Speaking of useless adaptations, Weapons + Armor is only useful up to 10. If your Weapons + Armor exceeds 10 the extra armor is useless. 40 submissions (7%) had Weapons + Armor more than 10. I think the idea here was to create big exciting powerful monsters.
Actually, is even worse than this. Weapons 5 + Armor 5 seems fine, but Weapons 8 + Armor 1 is strictly better (assuming you wanted a successful predator). Basically, any Weapons + Armor >= 10 combination is dominated by another Weapons + Armor >= 10 combination having +3 Weapons and −4 Armor: same cost and same protection, but with more effective weapons.
That said, I’ve submitted a Wurm with Weapons 6 + Armor 6 anyway, because my inner Dungeon Master kept saying “It’s a sodding Wurm, it should have higher Armor Class!”. Weapons 9 + Armor 2 on a giant desert predator seemed just wrong (can someone please provide real-world examples of such “low-armored” deadly predators?).
I agree it’s usually better, but I don’t think it’s always better.
Imagine a world where you have a prey animal with Armor 4, and a pure predator with Weapons 10.
If you want to be able to eat the prey and survive the predator, Weapons 5 Armor 5 is the cheapest possible way of doing that (ignoring venom for now).
Right, maybe it’s not always better. But if we restrict to “invincible” predators (Weapons + Armor >= 10), it is, since no one can prey upon you anyway. I’ve edited the previous comment.
I meant “restrict to both designs having Weapons + Armor >= 10” (which I admit may be a moot point since Weapons + Armor > 10 is out of the Pareto frontier anyway).
Weapons 6 + Armor 8 is obviously strictly worse than Weapons 6 + Armor 4 (cost less and do the same), but it’s even worse than Weapons 9 + Armor 4 (same cost and do more). And Weapons 9 + Armor 4 is strictly worse than Weapons 10 alone.
Actually, is even worse than this. Weapons 5 + Armor 5 seems fine, but Weapons 8 + Armor 1 isstrictly better(assuming you wanted a successful predator).Basically, any Weapons + Armor >= 10 combination is dominated by another Weapons + Armor >= 10 combination having +3 Weapons and −4 Armor: same cost and same protection, but with more effective weapons.That said, I’ve submitted a Wurm with Weapons 6 + Armor 6 anyway, because my inner Dungeon Master kept saying “It’s a sodding Wurm, it should have higher Armor Class!”. Weapons 9 + Armor 2 on a giant desert predator seemed just wrong (can someone please provide real-world examples of such “low-armored” deadly predators?).
A phrasing I think would be accurate:
If Weapons + Armor is > 10 (not merely equal to 10), your organism is suboptimal.
There are two different things you could do to such an organism that would be strict improvements:
You could remove 1 Armor, saving size at no cost.
You could remove 4 Armor and add 3 Weapons, improving your predatory ability at zero net size cost.
I agree it’s usually better, but I don’t think it’s always better.
Imagine a world where you have a prey animal with Armor 4, and a pure predator with Weapons 10.
If you want to be able to eat the prey and survive the predator, Weapons 5 Armor 5 is the cheapest possible way of doing that (ignoring venom for now).
Right, maybe it’s not always better.
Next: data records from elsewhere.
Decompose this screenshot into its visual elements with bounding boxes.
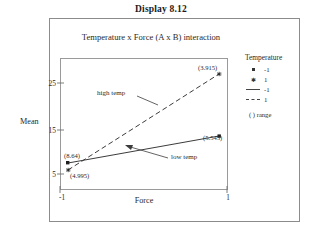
legend: Temperature -1 ✱ 1 -1 1 ( ) range: [245, 53, 299, 118]
star-marker-icon: ✱: [245, 78, 261, 82]
plot-graphics: [0, 0, 322, 236]
legend-item-solid-neg1[interactable]: -1: [245, 85, 299, 94]
legend-title: Temperature: [245, 53, 299, 62]
legend-range-note: ( ) range: [249, 111, 299, 118]
point-label-8-64: (8.64): [64, 152, 80, 159]
solid-line-icon: [245, 89, 261, 90]
legend-label-dashed-1: 1: [264, 96, 267, 103]
square-marker-icon: [245, 68, 261, 71]
legend-label-star-1: 1: [264, 76, 267, 83]
data-point-low-temp-left: [66, 161, 69, 164]
legend-item-dashed-1[interactable]: 1: [245, 95, 299, 104]
legend-label-solid-neg1: -1: [264, 86, 270, 93]
high-temp-leader-line: [137, 96, 158, 105]
point-label-3-915: (3.915): [198, 64, 217, 71]
low-temp-leader-line: [127, 146, 168, 158]
legend-item-star-1[interactable]: ✱ 1: [245, 75, 299, 84]
dashed-line-icon: [245, 99, 261, 100]
legend-label-square-neg1: -1: [264, 66, 270, 73]
figure-container: Display 8.12 Temperature x Force (A x B)…: [0, 0, 322, 236]
high-temp-annotation: high temp: [97, 89, 125, 97]
legend-item-square-neg1[interactable]: -1: [245, 65, 299, 74]
low-temp-leader-arrowhead: [125, 145, 133, 150]
point-label-5-545: (5.545): [203, 134, 222, 141]
data-point-high-temp-right: [217, 72, 222, 76]
low-temp-annotation: low temp: [171, 153, 197, 161]
point-label-4-995: (4.995): [70, 172, 89, 179]
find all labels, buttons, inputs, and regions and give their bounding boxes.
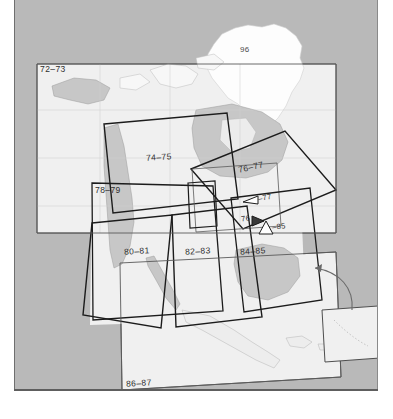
label-callout-85: –85 [271, 221, 286, 232]
label-78-79: 78–79 [95, 185, 121, 195]
label-callout-76: 76 [240, 213, 250, 223]
label-80-81: 80–81 [124, 245, 150, 256]
caribbean-inset-box[interactable] [322, 306, 380, 362]
label-86-87: 86–87 [126, 377, 152, 388]
label-82-83: 82–83 [185, 245, 211, 256]
atlas-index-page: 72–73 96 74–75 76–77 78–79 –77 76 –85 80… [0, 0, 393, 419]
label-84-85: 84–85 [240, 245, 266, 256]
label-96: 96 [240, 45, 250, 54]
index-map-graphic [0, 0, 393, 419]
label-72-73: 72–73 [40, 64, 66, 74]
label-74-75: 74–75 [146, 151, 172, 162]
But if we restrict to “invincible” predators (Weapons + Armor >= 10), it is, since no one can prey upon you anyway. I’ve edited the previous comment.
Armor 10 cannot be eaten by anyone, whilst weapons 3 armor 6 can, so I don’t believe this is correct.
I meant “restrict to both designs having Weapons + Armor >= 10” (which I admit may be a moot point since Weapons + Armor > 10 is out of the Pareto frontier anyway).
Weapons 6 + Armor 8 is obviously strictly worse than Weapons 6 + Armor 4 (cost less and do the same), but it’s even worse than Weapons 9 + Armor 4 (same cost and do more). And Weapons 9 + Armor 4 is strictly worse than Weapons 10 alone.
There is nothing strictly better than armor 10 weapons 0, which contradicts the rephrased way you put it.